California Governor Jerry Brown’s administration has released a 97,000 page environmental document on a plan to re-engineer the state’s water delivery system.
Brown says the project is "essential" in maintaining a reliable water supply. The $15.5 billion twin tunnel project would carry water from Northern California’s Sacramento River to Central and Southern California.
Governor Brown said in a statement that the WaterFix project has been analyzed for 10 years and undergone "more environmental review than any other project in the history of the world."
“We looked at hundreds of alternatives and whittled it down to 18 that we analyzed in great detail in this document that was posted today," says Erin Mellon with the California Natural Resources Agency. "It’s clear that WaterFix is the solution that we need to achieve those two goals of resilient water supply and habitat restoration.”
Mellon says if the administration does nothing, the health and abundance of threatened fish and wildlife species in the Sacramento-San Joaquin Delta will continue to decline.
But a prominent non-partisan think tank has called for a scaled-down version of the project. Building new infrastructure benefits both water supply and the environment, says Ellen Hanak with the Public Policy Institute of California. But she says building one tunnel instead of two might be a good compromise, given the opposition to building two. The original environmental documents never looked at that option, but did look at building two smaller tunnels.
“It’s not starting from scratch," says Hanak. "That’s one of the beauties of it is that a lot of the work has already been done, including in this new EIR/EIS, so we think the compromise proposal could move through pretty quickly.”
The Brown administration has argued that costs aren’t greatly reduced with just one tunnel.
The final environmental documents don't make major changes to the project, but respond to thousands of public comments. The administration contends that the project will have little to no impact on threatened fish species. Opponents, including residents in the Sacramento-San Joaquin Delta, disagree.
With the documents finalized, the state is hoping to have federal permits approved next year. Mellon says she thinks construction could begin as early as 2018.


## How to complete this task
Search the data for the string "resistance" and gather each line it is in.

Figure record listings
==========
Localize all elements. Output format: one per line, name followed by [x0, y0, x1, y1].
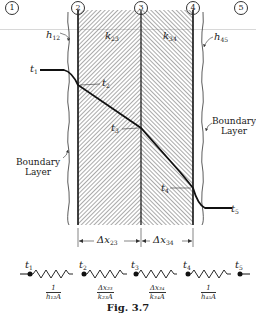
dx23-label: Δx23 [97, 235, 118, 248]
resistance-23-label: Δx₂₃k₂₃A [97, 284, 114, 301]
node-1-marker: 1 [5, 1, 19, 15]
network-t3-label: t3 [131, 260, 139, 273]
boundary-layer-left-label: Boundary Layer [16, 157, 60, 177]
t3-label: t3 [111, 123, 119, 136]
network-t5-label: t5 [235, 260, 243, 273]
t1-label: t1 [30, 64, 38, 77]
resistance-34-label: Δx₃₄k₃₄A [149, 284, 166, 301]
dx34-label: Δx34 [153, 235, 174, 248]
t5-label: t5 [231, 204, 239, 217]
node-2-marker: 2 [71, 1, 85, 15]
boundary-layer-left-line [68, 12, 70, 225]
network-t1-label: t1 [25, 260, 33, 273]
t4-label: t4 [161, 183, 169, 196]
figure-caption: Fig. 3.7 [0, 302, 256, 313]
h45-label: h45 [214, 32, 228, 45]
boundary-layer-right-line [202, 12, 204, 225]
k23-label: k23 [105, 31, 119, 44]
node-4-marker: 4 [186, 1, 200, 15]
network-t2-label: t2 [79, 260, 87, 273]
k34-label: k34 [163, 31, 177, 44]
resistance-45-label: 1h₄₅A [201, 284, 216, 301]
h12-label: h12 [46, 30, 60, 43]
t2-label: t2 [102, 78, 110, 91]
node-5-marker: 5 [234, 1, 248, 15]
boundary-layer-right-label: Boundary Layer [212, 116, 256, 136]
node-3-marker: 3 [134, 1, 148, 15]
network-t4-label: t4 [183, 260, 191, 273]
resistance-12-label: 1h₁₂A [46, 284, 61, 301]
composite-wall-figure: 1 2 3 4 5 h12 k23 k34 h45 t1 t2 t3 t4 t5… [0, 0, 256, 319]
==========
## Answer box
resistance-23-label: Δx₂₃k₂₃A [97, 284, 114, 301]
resistance-34-label: Δx₃₄k₃₄A [149, 284, 166, 301]
resistance-45-label: 1h₄₅A [201, 284, 216, 301]
resistance-12-label: 1h₁₂A [46, 284, 61, 301]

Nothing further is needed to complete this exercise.